### Task goal:
Please report, as a single number, how many lines in the entries include the string "Search".

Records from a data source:
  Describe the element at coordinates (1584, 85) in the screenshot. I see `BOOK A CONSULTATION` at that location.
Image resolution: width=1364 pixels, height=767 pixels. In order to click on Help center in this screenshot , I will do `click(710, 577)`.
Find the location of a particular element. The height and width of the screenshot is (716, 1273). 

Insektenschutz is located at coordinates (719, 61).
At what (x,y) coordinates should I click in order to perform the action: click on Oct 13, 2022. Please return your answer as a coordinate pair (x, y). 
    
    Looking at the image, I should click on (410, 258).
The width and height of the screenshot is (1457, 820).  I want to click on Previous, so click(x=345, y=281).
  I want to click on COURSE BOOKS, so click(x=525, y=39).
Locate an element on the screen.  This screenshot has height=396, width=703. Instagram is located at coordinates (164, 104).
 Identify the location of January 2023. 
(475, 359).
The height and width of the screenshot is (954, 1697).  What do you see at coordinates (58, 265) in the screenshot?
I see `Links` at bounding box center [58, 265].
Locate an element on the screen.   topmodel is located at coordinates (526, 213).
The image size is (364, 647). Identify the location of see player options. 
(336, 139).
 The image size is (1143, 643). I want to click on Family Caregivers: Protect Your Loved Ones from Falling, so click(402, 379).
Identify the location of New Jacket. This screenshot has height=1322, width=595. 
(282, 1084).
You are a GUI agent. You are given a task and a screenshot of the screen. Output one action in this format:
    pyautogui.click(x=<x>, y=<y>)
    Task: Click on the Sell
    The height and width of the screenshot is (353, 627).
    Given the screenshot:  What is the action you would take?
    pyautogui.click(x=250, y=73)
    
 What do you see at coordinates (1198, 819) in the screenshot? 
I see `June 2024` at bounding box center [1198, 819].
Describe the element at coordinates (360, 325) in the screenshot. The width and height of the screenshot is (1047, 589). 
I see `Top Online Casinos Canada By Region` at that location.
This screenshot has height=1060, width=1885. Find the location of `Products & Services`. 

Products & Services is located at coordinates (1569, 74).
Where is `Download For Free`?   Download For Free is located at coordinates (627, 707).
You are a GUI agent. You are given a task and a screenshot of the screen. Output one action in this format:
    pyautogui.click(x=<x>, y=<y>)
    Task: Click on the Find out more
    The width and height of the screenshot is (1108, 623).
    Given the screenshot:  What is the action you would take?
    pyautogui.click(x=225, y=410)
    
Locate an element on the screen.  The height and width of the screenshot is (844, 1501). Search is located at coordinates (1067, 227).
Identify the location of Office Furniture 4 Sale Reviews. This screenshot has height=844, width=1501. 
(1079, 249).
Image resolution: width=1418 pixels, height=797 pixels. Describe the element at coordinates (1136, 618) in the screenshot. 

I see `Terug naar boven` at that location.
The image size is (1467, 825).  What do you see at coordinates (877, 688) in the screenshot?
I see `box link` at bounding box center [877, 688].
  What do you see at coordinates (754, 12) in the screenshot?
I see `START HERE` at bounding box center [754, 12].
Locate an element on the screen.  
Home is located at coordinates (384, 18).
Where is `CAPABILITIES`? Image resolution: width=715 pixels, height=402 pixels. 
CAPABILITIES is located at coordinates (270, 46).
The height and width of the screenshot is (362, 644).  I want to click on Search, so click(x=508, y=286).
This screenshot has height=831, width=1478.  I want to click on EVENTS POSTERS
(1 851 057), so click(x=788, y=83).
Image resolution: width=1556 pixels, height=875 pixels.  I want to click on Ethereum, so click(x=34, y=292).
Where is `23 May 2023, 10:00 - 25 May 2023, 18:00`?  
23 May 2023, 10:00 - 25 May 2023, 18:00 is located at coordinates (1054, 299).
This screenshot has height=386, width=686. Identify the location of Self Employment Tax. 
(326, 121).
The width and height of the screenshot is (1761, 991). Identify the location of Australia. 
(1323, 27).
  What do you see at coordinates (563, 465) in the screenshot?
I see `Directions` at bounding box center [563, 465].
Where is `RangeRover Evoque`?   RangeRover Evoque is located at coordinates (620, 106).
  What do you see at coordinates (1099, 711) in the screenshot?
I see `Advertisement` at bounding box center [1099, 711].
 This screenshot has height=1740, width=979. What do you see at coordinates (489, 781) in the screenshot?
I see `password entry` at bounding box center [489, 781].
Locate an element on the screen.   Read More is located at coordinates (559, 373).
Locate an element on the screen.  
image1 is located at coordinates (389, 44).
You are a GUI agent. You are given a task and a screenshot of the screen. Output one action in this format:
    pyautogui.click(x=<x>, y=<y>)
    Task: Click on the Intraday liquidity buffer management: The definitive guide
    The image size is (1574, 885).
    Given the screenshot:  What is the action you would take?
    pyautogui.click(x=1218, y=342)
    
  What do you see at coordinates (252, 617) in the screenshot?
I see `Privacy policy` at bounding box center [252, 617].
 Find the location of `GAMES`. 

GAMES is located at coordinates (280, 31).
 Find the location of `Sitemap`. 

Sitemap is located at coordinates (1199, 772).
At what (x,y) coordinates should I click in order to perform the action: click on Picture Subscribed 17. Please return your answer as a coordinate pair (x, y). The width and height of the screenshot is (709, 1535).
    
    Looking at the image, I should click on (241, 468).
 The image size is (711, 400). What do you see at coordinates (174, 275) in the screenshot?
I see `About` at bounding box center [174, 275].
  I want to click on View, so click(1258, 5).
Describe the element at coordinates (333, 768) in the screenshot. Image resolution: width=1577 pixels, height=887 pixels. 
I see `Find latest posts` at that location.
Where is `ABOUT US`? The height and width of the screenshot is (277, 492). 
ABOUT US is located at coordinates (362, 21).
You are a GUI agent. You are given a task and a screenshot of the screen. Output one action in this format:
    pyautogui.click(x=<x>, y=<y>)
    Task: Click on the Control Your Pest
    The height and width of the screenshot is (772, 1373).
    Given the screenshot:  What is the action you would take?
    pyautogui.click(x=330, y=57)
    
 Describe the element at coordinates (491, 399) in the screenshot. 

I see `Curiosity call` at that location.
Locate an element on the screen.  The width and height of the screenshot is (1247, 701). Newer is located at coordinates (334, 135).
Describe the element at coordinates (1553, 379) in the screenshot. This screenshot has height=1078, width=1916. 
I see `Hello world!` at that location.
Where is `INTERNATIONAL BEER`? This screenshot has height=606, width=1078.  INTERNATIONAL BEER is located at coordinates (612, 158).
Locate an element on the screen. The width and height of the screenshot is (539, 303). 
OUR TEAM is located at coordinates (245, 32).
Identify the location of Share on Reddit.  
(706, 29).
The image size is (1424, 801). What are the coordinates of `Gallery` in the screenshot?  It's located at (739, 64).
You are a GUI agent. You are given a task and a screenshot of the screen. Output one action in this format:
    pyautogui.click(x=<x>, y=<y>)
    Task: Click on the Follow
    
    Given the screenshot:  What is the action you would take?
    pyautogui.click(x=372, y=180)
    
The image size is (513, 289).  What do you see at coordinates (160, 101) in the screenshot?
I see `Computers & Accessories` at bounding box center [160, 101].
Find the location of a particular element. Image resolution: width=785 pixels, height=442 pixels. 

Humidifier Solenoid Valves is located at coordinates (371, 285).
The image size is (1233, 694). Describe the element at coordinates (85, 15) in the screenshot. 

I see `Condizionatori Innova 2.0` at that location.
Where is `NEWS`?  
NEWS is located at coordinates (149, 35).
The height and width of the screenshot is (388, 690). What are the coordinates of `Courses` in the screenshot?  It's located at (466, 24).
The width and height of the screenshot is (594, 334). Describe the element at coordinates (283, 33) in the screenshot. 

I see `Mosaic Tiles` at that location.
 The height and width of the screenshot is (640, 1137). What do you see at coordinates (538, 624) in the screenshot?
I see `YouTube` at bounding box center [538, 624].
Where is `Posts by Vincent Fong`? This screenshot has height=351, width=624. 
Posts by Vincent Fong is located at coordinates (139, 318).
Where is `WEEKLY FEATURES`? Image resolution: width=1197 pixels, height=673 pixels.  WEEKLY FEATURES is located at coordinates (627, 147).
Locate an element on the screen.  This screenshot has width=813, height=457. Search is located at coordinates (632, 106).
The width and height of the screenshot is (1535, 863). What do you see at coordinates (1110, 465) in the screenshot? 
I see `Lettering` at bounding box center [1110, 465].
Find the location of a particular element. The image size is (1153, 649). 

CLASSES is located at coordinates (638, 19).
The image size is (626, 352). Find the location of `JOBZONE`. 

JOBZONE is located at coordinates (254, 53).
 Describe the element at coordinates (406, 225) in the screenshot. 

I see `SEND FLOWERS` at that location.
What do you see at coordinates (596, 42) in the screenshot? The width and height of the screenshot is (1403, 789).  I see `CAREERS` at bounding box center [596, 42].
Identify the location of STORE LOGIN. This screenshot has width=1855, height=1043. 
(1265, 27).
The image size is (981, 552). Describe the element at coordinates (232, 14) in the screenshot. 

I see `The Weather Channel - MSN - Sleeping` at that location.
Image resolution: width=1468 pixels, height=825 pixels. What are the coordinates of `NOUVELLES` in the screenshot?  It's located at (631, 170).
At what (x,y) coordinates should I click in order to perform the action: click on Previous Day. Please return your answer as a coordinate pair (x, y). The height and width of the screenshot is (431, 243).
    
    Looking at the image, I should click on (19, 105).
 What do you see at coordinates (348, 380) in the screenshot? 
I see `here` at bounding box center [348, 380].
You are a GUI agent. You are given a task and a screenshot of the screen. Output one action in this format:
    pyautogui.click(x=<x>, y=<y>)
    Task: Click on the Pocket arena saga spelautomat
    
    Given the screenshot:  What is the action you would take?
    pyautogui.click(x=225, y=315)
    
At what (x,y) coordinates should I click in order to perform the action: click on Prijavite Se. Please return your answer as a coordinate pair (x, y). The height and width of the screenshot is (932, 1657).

### Expected output:
3